Afterward, you would have thought I was Billy Graham and Gracie was Mahalia Jackson. The partner and his friends were so effusive in their appreciation. As I prepared to leave, the bereaved young man came up to me and tried to give me a $10 bill. As he did so, he apologized and said it was all he had. I said, "No, I don't want any money." When he insisted, I realized that he needed emotionally to give something, so I explained that Gracie had to pay for a substitute that afternoon and to give it to her, which he did.

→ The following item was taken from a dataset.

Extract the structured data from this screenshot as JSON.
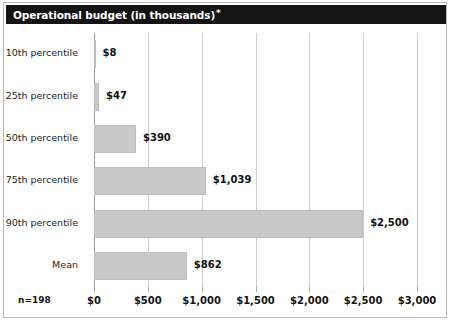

            As I began walking to my car, I heard a sound. I looked around searching for what it was. I looked back at the grave and saw the young man kneeling, rejected by his church because of the person he loved…but the sound didn’t come from him. I looked in the unkempt dead grass and tall weeds…but there was nothing there. I looked down the red clay dirt roads…and nothing there. And then I listened once more very closely, and I heard it again as clearly as a bell. It was the voice of the Universe and it was whispering, “Yes! Yes! Yes!”

Shalom. Salaam Aleikum.

 Amen. And blessed be.

 

[1] A sermon given April 05, 2009 at the All Faiths Unitarian Congregation of Ft. Myers, FL, meeting at the Crestwell School, 1901 Park Meadows, Ft. Myers, FL by the Rev. Dr. Wayne Robinson, Minister.